A doctor working in a COVID-19 ward at a hospital in Cremona, one of the provinces most affected by the crisis, told Al Jazeera that the number of patients who were hospitalised with serious infections had slightly decreased since the weekend, along with the number of ambulance service interventions.

Virologist and University of Florida Professor Ilaria Capua, a former Italian MP, told Al Jazeera she felt “cautiously optimistic”, although she also acknowledged that an overall statement about the course of the epidemic was difficult to issue in light of the different sampling procedures carried out in different Italian regions.

“I am beginning to feel optimistic because recent data are showing that there is no significant increase in the number of deaths or in severe clinical forms that require hospitalisation,” she told Al Jazeera. “The biggest problem of this pandemic is the overload of the healthcare services. The number of hospitalisations is not significantly increasing, meaning that the restriction measures that were put in place are actually working. Therefore, we are hopefully stabilising before the epidemic curve starts decreasing.”

Capua said the epidemic curve might also be impacted by the growing presence of antibodies across society. Those people who have been affected by an asymptomatic or mild form of COVID-19 should have in fact produced antibodies, which are one of the likely barriers to the transmission of the virus, contributing to the effects of the restriction measures.

But if Italy relaxed now, it could still witness new peaks.

Officials say a full lockdown will continue until at least Easter (April 12), while many are already expecting further extensions.

Cartabellotta warns that it could be potentially very dangerous if politicians start discussing what to do next and ways to reopen the country while basing their assumptions on the way their numbers are currently being recorded.

He also urged more clarity concerning the category of people authorities define as “recovered/discharged”. As of Thursday, 18,278 individuals fall into this category.

It was not specified whether all those in this category underwent the double testing the World Health Organization requires for a case to be declared closed. The Italian health agency considers a case closed when someone heals and ceases to be contagious. Often, people who were discharged were not tested twice, meaning they could still be potentially contagious, or active cases.

“We are at risk here of letting people out who shouldn’t go around,” Cartabellotta says.

At the same time, more guidelines from European officials are needed to standardise metrics in measuring the contagion, thus helping scientists research and plan for the next steps to be rooted in scientific analysis.

“In order to study it we need to be speaking the same language,” Capua says. “But we need to do it now. We cannot go back in time and generate data that we didn’t collect in the right way. Because everything that we didn’t collect is then gone, we don’t have it anymore.”

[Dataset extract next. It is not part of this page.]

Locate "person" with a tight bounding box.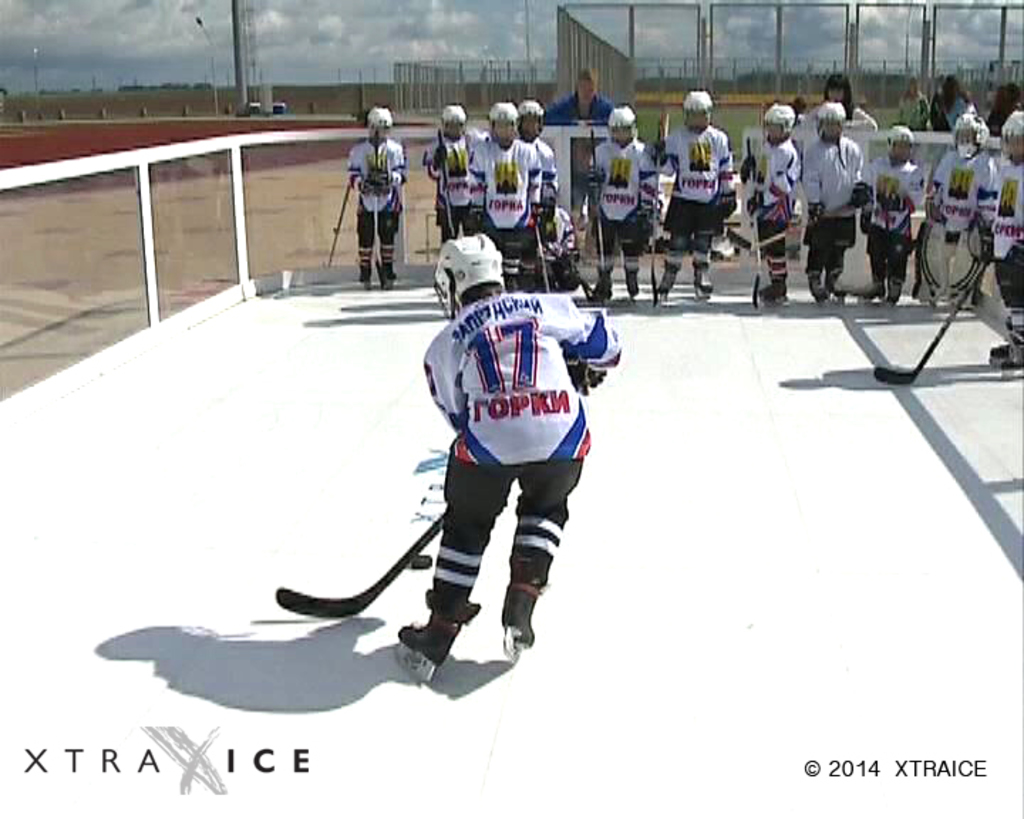
802, 100, 865, 304.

Male individuals also appear more likely to develop severe clinical cases of COVID-19 in Italy, and preliminary data suggest a similar scenario in other countries, though that requires more data and standardised methods to confirm.

Researchers aren’t sure what’s behind this apparent trend, but Capua says this preliminary evidence could represent a stepping stone as we head towards “the new normal”, knowing it could represent a criterion to enact measures for the next phase of the emergency.

“If these data are confirmed, it would seem wise to start repopulating the workforce with a higher number of women than men initially,” she said. “Because if women are more resistant, they’ll have a tendency to get less seriously affected, and therefore they won’t be another burden on the healthcare system.”